The Field Mappings tab defines how to extract and transform standard metadata fields (such as title, description, image, and date) from each page. For each field you specify which meta tags to check, in priority order, and optional cleanup or regex transformations. → Open Crawler Settings (Field Mappings tab)
Each mapping has:
| Part | Purpose |
|---|---|
| Field name | The name of the field (e.g. title, description, image, date). |
| Metadata priority | Ordered list of meta tag names (e.g. og:title, twitter:title, title). The first one found is used. |
| Remove text from field | Optional list of literal strings to strip from the value (e.g. \| Company Name, - Website). |
| Regex transforms | Optional pattern/replacement pairs applied after extraction (e.g. trim a suffix using a regex). |
The crawler stores the resulting values and they are used for search, citations, and display.
The internal name of the field (e.g. title, description, image, date). Use lowercase and avoid spaces. Common standard names are title, description, image, and date.
An ordered list of meta tag names to inspect. The crawler looks at each in turn and uses the first non-empty value.
og:title, twitter:title, title for a title field; og:description, description for description.A list of literal strings that are removed from the extracted value if present. Use this to strip a site-wide suffix or prefix (e.g. | Company Name, - Website) so the stored value is clean.
Pattern/replacement pairs applied to the value after extraction and after any “remove text” rules. Use standard regex syntax; in the replacement you can use capture groups (e.g. $1).
^(.+?) \|.*$, replacement $1 — keeps only the part before | ….When you change field mappings and save, you may be asked whether to trigger an index update. If you do, the new mappings are applied during the next indexing run. If you don’t trigger it, the config is saved but you’ll need to run reprocessing later for the changes to affect search and citations.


### DIRECTIONS FOR THIS TASK
The full listing is to be returned exactly as given, but without pictures.

(DATA SHOWN)

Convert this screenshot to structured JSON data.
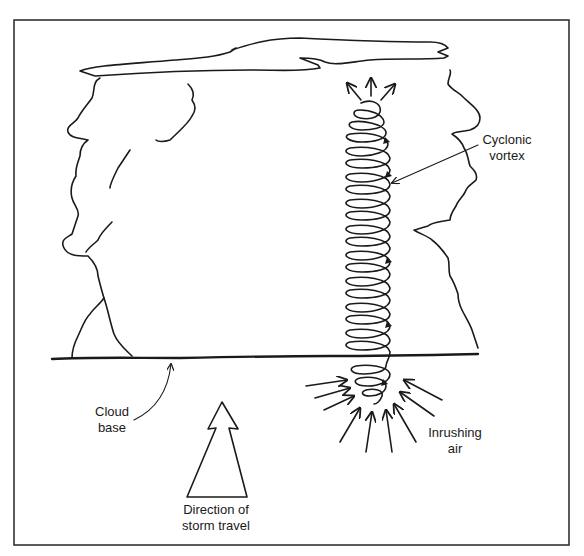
{
  "figure": {
    "labels": {
      "vortex_line1": "Cyclonic",
      "vortex_line2": "vortex",
      "cloud_base_line1": "Cloud",
      "cloud_base_line2": "base",
      "inrushing_line1": "Inrushing",
      "inrushing_line2": "air",
      "direction_line1": "Direction of",
      "direction_line2": "storm travel"
    },
    "elements": {
      "anvil": "anvil-top",
      "cloud_body": "cumulonimbus-cloud",
      "vortex": "spiral-vortex",
      "outflow_arrows": 3,
      "inflow_arrows": 10,
      "direction_arrow": "hollow-up-arrow"
    },
    "colors": {
      "ink": "#1a1a1a",
      "frame": "#333333",
      "background": "#ffffff"
    }
  }
}
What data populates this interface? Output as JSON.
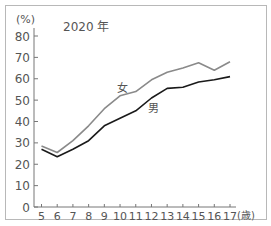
{
  "chart_data": {
    "type": "line",
    "title": "2020 年",
    "xlabel": "(歳)",
    "ylabel": "(%)",
    "x": [
      5,
      6,
      7,
      8,
      9,
      10,
      11,
      12,
      13,
      14,
      15,
      16,
      17
    ],
    "x_tick_labels": [
      "5",
      "6",
      "7",
      "8",
      "9",
      "10",
      "11",
      "12",
      "13",
      "14",
      "15",
      "16",
      "17"
    ],
    "y_ticks": [
      0,
      10,
      20,
      30,
      40,
      50,
      60,
      70,
      80
    ],
    "y_tick_labels": [
      "0",
      "10",
      "20",
      "30",
      "40",
      "50",
      "60",
      "70",
      "80"
    ],
    "ylim": [
      0,
      80
    ],
    "xlim": [
      5,
      17
    ],
    "grid": false,
    "series": [
      {
        "name": "女",
        "color": "#8a8a8a",
        "values": [
          28.5,
          25.5,
          31,
          38,
          46,
          52,
          54,
          59.5,
          63,
          65,
          67.5,
          64,
          68
        ]
      },
      {
        "name": "男",
        "color": "#1a1a1a",
        "values": [
          27,
          23.5,
          27,
          31,
          38,
          41.5,
          45,
          51,
          55.5,
          56,
          58.5,
          59.5,
          61
        ]
      }
    ]
  }
}
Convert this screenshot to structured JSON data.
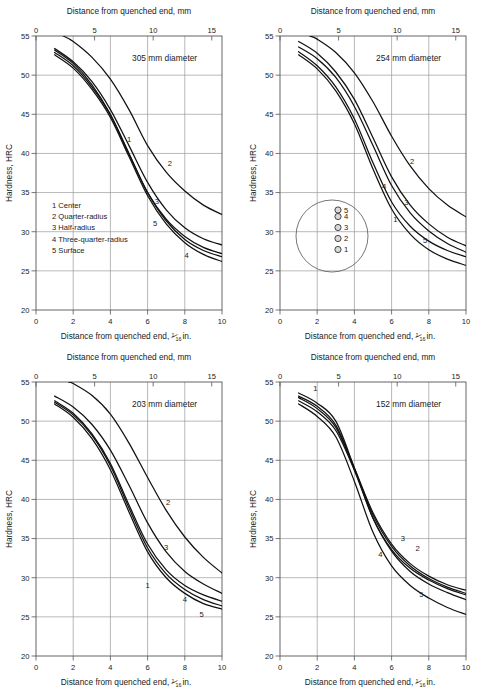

(End DATA SHOWN)

### FINAL ANSWER
Convert this screenshot to structured JSON data.
{
  "figure": {
    "labels": {
      "vortex_line1": "Cyclonic",
      "vortex_line2": "vortex",
      "cloud_base_line1": "Cloud",
      "cloud_base_line2": "base",
      "inrushing_line1": "Inrushing",
      "inrushing_line2": "air",
      "direction_line1": "Direction of",
      "direction_line2": "storm travel"
    },
    "elements": {
      "anvil": "anvil-top",
      "cloud_body": "cumulonimbus-cloud",
      "vortex": "spiral-vortex",
      "outflow_arrows": 3,
      "inflow_arrows": 10,
      "direction_arrow": "hollow-up-arrow"
    },
    "colors": {
      "ink": "#1a1a1a",
      "frame": "#333333",
      "background": "#ffffff"
    }
  }
}
What data populates this interface? Output as JSON.
{
  "chart_data": {
    "type": "line",
    "title": "2020 年",
    "xlabel": "(歳)",
    "ylabel": "(%)",
    "x": [
      5,
      6,
      7,
      8,
      9,
      10,
      11,
      12,
      13,
      14,
      15,
      16,
      17
    ],
    "x_tick_labels": [
      "5",
      "6",
      "7",
      "8",
      "9",
      "10",
      "11",
      "12",
      "13",
      "14",
      "15",
      "16",
      "17"
    ],
    "y_ticks": [
      0,
      10,
      20,
      30,
      40,
      50,
      60,
      70,
      80
    ],
    "y_tick_labels": [
      "0",
      "10",
      "20",
      "30",
      "40",
      "50",
      "60",
      "70",
      "80"
    ],
    "ylim": [
      0,
      80
    ],
    "xlim": [
      5,
      17
    ],
    "grid": false,
    "series": [
      {
        "name": "女",
        "color": "#8a8a8a",
        "values": [
          28.5,
          25.5,
          31,
          38,
          46,
          52,
          54,
          59.5,
          63,
          65,
          67.5,
          64,
          68
        ]
      },
      {
        "name": "男",
        "color": "#1a1a1a",
        "values": [
          27,
          23.5,
          27,
          31,
          38,
          41.5,
          45,
          51,
          55.5,
          56,
          58.5,
          59.5,
          61
        ]
      }
    ]
  }
}
Convert this screenshot to structured JSON data.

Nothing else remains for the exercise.